The way that nationalism enters is that people feel that criticism of the verdict (especially coming from outsiders, as it mainly does in this case) is an attack on the nation's institutions (specifically its justice system), and thus on the nation itself.
In other words, if Knox and Sollecito were innocent, that would be a soldier for foreigners to use against Italy, and thus must be defeated at all costs (Sollecito's nationality notwithstanding).
Well, Italians tend to be quite un-nationalistic in that sense, but yeah, I'm under the impression that some of them would be pissed off by foreigners criticizing Italian institutions even though they would agree with the same criticism coming from a fellow Italian. (As someone-I-can't-remember-and-Google-is-failing-me said, insults hurt more when they're truthful.)
EDIT: What paper-machine said seems very relevant. Italians tend to be very pissed off when they perceive Italian institution to succumb to foreign pressure.
Today an Italian court has declared that Amanda Knox is, once again, guilty. She did not attend that trial (is not required to in Italy), so her final verdict will be either by appeal to the Supreme Court of Italy or the US extradition court.

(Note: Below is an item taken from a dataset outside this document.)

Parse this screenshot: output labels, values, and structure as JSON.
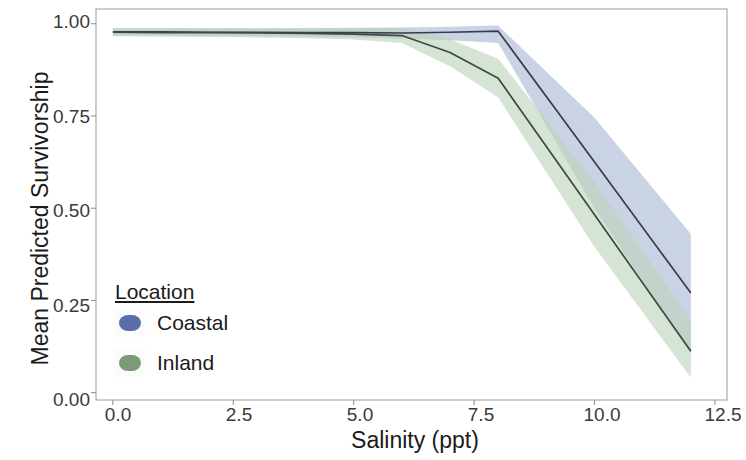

Extradition requests might be impeded due to the fact US does not have double jeopardy.
Previously on LessWrong, in The Amanda Knox Test: How an Hour on the Internet Beats a Year in the Courtroom there was some complaint that it actually took more than an hour on the internet to thoroughly research the case. Of course, the courts have been at this since 2007...
Her co-defendant, Raffaele Sollecito, who did show up at the trial, got sentenced to 25 years, but I don't know for sure where he is now because apparently he's totally unimportant and who cares (the media's opinion, not mine). I'm fairly sure he's in Italy though. So far it seems the plan is to revoke his passport but not arrest him.
Anyone want to take their hand at making predictions?